Amy Chua is best known as the “Tiger Mother.” That not entirely complimentary moniker came from her 2011 book, Battle Hymn of the Tiger Mother, in which Chua described and espoused her (and her husband’s) super strict child-rearing methods. Not coincidentally, reaction to the book brought her a mountain of media attention.
But Amy Chua is much more than a mother with strong ideas about kid discipline. She graduated from Harvard and its law school, clerked for a U.S. Court of Appeals judge, and went on to work in a big law firm. Today she is a professor at Yale Law School.
Chua’s specialty is ethnic conflict and globalization. Her books include World on Fire: How Exporting Free Market Democracy Breeds Ethnic Hatred and Global Instability and Day of Empire: How Hyperpowers Rise to Global Dominance—and Why They Fall.
Which brings us to her latest provocatively titled book, Political Tribes: Group Instinct and the Fate of Nations (Penguin, 293 pp., $28). In it, Chua takes an American-centered look at the impact of “tribal instinct,” aka “ethno-cultural rivalry,” on U.S. foreign policy and domestic politics, including the 2016 presidential election.
Chua devotes a twenty-page chapter in the book to the Vietnam War–and why the United States came out on the losing end. But you won’t find anything in here about military tactics or strategy. Or the American media or the antiwar movement.
Chua instead concentrates on her specialty, giving us a tribal-centered answer to a question that has been debated for a half century: why “superpower America, with its formidable military,” as she puts it, lost a war to “what Lyndon Johnson called a ‘piddling, piss-ant little country.’”
Chua gives a nod to the “widely recognized” answers as to why the war ended the way it did: that the U.S. greatly underestimated the strength of Vietnamese nationalism and that Cold War myopia caused us to seriously misunderstand the nature of Vietnamese communism and its threat to U.S. national interests. But, Chua tells us, those two factors do not make up the “complete picture.”
What’s missing, she contends—“the core reason we lost in Vietnam”—in her words, is that American leaders from the Truman to the Ford administrations “failed to see the ethnic dimension” of Vietnamese nationalism. Amy Chua’s definition of the Vietnam War’s “ethnic dimension” in a nutshell: the multi-millennial conflicts between China and Vietnam.
U.S. policymakers’ gross ignorance of Vietnamese history (particularly the long-time enmity with China) caused us to blunder into the conflict for the wrong reasons. “Astonishingly,” she says, the U.S. was “so oblivious to Vietnamese history” that our State Department, Pentagon, and presidential policymakers “thought Vietnam was China’s pawn<_/>merely a ‘stalking horse’ for Beijing in Southeast Asia.’” This, she says, “was a group-blind mistake of colossal proportions.”
Chua makes her case with a brief recap of Vietnam’s enmity toward China, and an even briefer look at how the U.S. got into the Vietnam War, starting with fateful decisions made at the end of World War II. She delves deeper into the strong impact of ethnic Chinese people living in Vietnam. This, she says, is a good example of a “market-dominant minority,” a term Chua coined that describes the many entrepreneurial ethnic Chinese Vietnamese citizens who all but controlled South Vietnam’s “lucrative commercial, trade, and industrial sectors” for centuries, including during the American war.
All of this rings true.
Chua’s contention, however, that the fact that ethnic Chinese people dominated South Vietnam’s economy had a significant impact on the war’s outcome is harder to swallow. Yes, our South Vietnamese allies were generally not very effective fighting the Viet Cong and North Vietnamese. But to put the lion’s share of the blame for that on the South Vietnamese government asking its people “to fight and die—and kill their northern brethren” in order to keep the [local ethnic] Chinese rich” seems to be a huge exaggeration.

Amy Chua
To her credit, Chua notes that many South Vietnamese were less than willing to fight their communist brothers for another reason: They had little love for a seriously corrupt regime that was asking them to do so, a regime—not coincidently—backed by the U.S.
“The group identity America offered the Vietnamese was membership in a puppet state,” Chua says. That amounted to “the ultimate affront in a country where many Vietnamese soldiers wore trinkets dedicated to the Trung sisters, symbolizing resistance to foreign invaders at all costs.”
No arguing with that.
And there’s no arguing with her conclusion that “virtually every step [the U.S] took in Vietnam was guaranteed to turn the Vietnamese against us. The regimes we supported, the policies we promoted, the money we spent, and the attitudes we brought made the Vietnamese hate us, hate capitalism, and only enhanced the appeal and status of the charismatic Ho Chi Minh.”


**Exercise details:** Exact copy, pictures omitted: the line holding "At what (x,y)" and every line after it down to the end of the entries.

**Dataset content:**
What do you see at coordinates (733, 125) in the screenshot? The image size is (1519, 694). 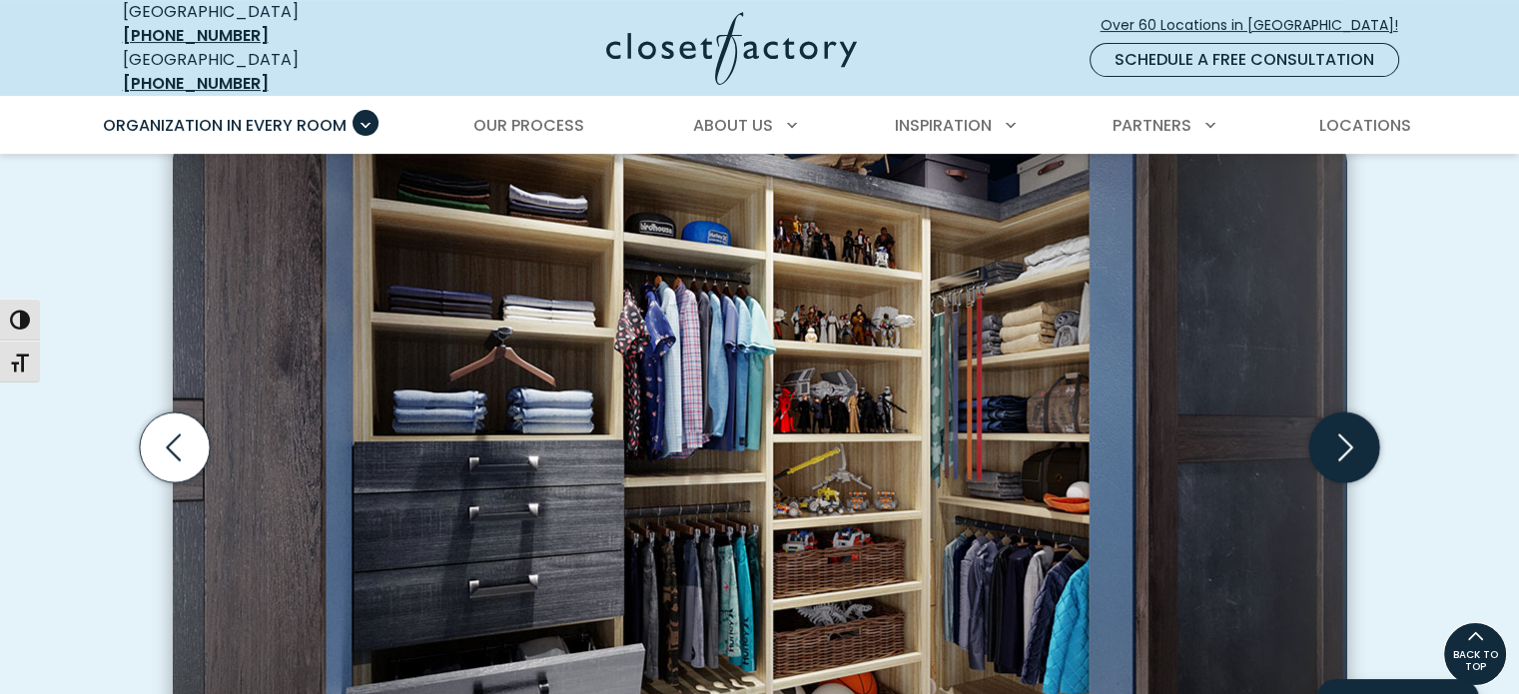 I see `span: About Us` at bounding box center [733, 125].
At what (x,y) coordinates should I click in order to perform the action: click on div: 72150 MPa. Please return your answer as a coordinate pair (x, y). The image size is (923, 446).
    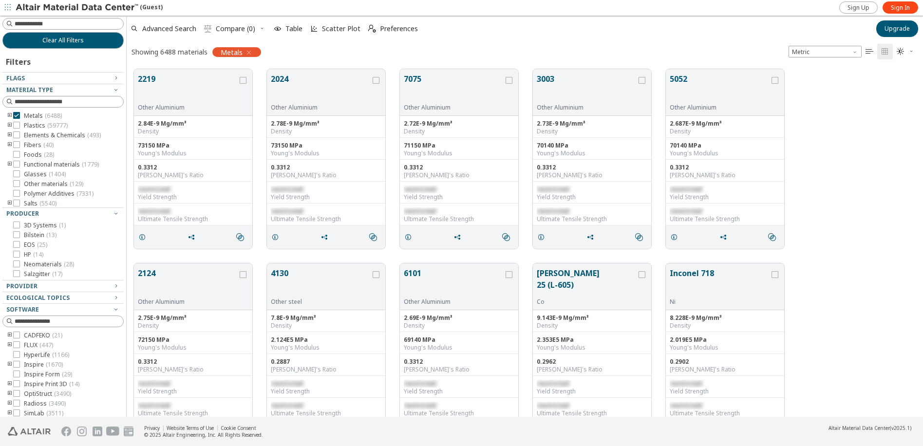
    Looking at the image, I should click on (193, 340).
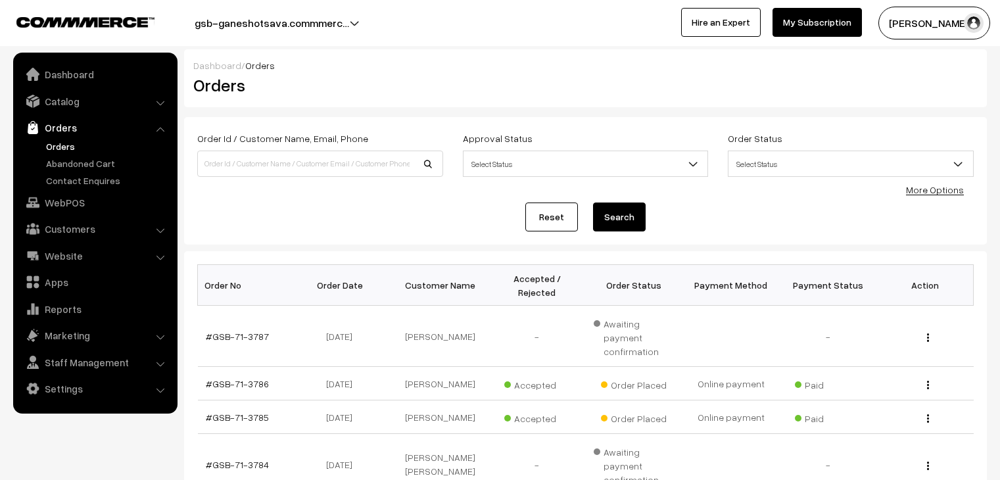  What do you see at coordinates (237, 417) in the screenshot?
I see `a: #GSB-71-3785` at bounding box center [237, 417].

**Answer to this problem:**
At what (x,y) coordinates should I click in order to perform the action: click on div: 72150 MPa. Please return your answer as a coordinate pair (x, y). The image size is (923, 446).
    Looking at the image, I should click on (193, 340).
  What do you see at coordinates (237, 417) in the screenshot?
I see `a: #GSB-71-3785` at bounding box center [237, 417].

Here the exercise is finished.